At my father’s funeral, I expect to say goodbye. Instead, a mysterious woman in a wedding dress steps forward and reveals a love story frozen in time. By the time we got to the church, I couldn’t cry anymore.
I’d spent a week doing just that, crying in the shower, crying over coffee, and crying into my mother’s shoulder. But at the funeral, standing in the hush of polished wood and lilies, I just… floated. My name is Kate.
Daniel was my father and on the day we laid him to rest, something extraordinary happened. At first, everything was the way it was supposed to be. The organ played gently.
The priest murmured something kind. My mother, Catherine, sat beside me, composed but pale, her hands folded tightly in her lap. We were mid-service, deep in silent prayer, when the doors opened.

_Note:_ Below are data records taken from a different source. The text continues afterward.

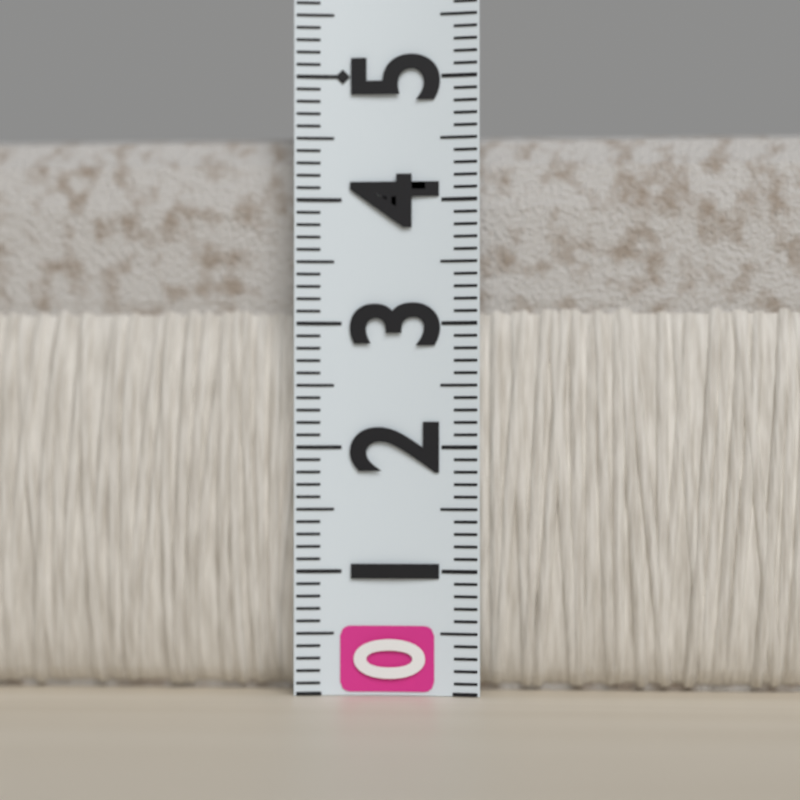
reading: 4.6 (no unit)
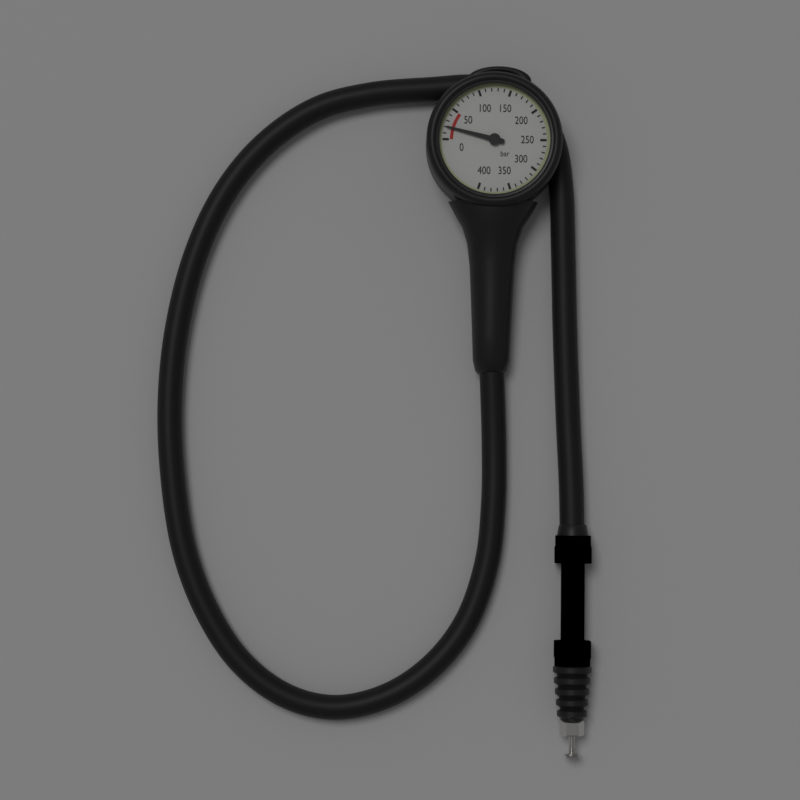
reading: 20 bar
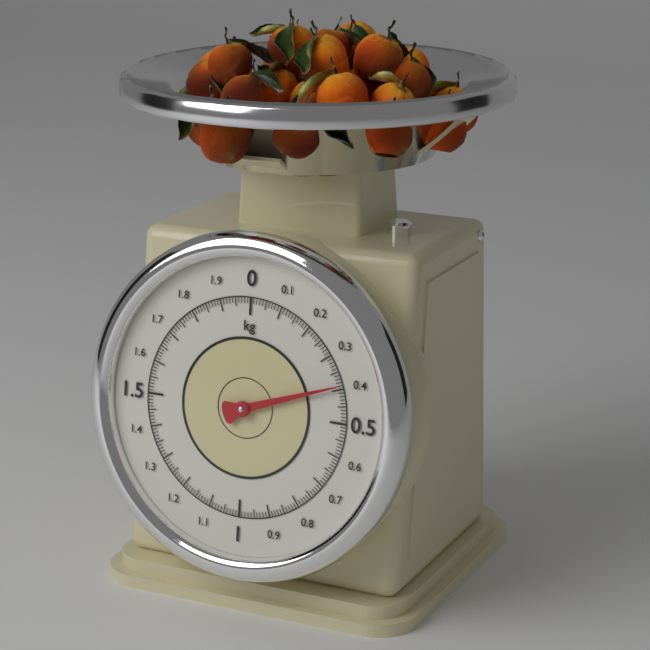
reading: 0.39 kg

And in she came. A woman, older, maybe 70, maybe more, walked slowly down the aisle. She wore a white wedding dress.
Not a costume. Not a veil-and-tulle fairytale. It was sleek.
Modest. Laced sleeves, high collar, and delicate gloves. Her hair was pinned neatly in a bun and her face, though aged, glowed with something between sorry and certainty.
At first, I thought she must be lost. Then I looked at my mother. Her face had drained of all color.
The woman walked straight to my father’s casket. She placed her hand, gloved and trembling, on the dark wood. And then she whispered something.
“You finally got to see me in white, Daniel.”
I gasped quickly, almost choking on the air. Gasps echoed in the room. Whispers.
Then she turned. Her voice shook as she spoke but her words were clear. “No, I’m not crazy.
And yes, I know exactly how I look. But if it’s alright… I’d like to tell you a story.”
No one moved an inch. She stood by the casket, holding a bouquet of lilies and took a deep breath.
“Fifty years ago,” she said softly. “I fell in love with a boy named Daniel at our high school prom. I was 17.
He was 18. He wore a blue tie that clashed with his suit and he danced like he didn’t care what anyone thought.”
A soft laugh slipped through her sadness. “That night, he told me, ‘One day, I’ll see you in a wedding dress, Ellen.
Maybe not tomorrow, but someday…’ And I believed him.”
She paused. “We were young. Full of dreams.
But two weeks later, he was drafted. Vietnam. He kissed me goodbye under a streetlamp, he said he’d write every week.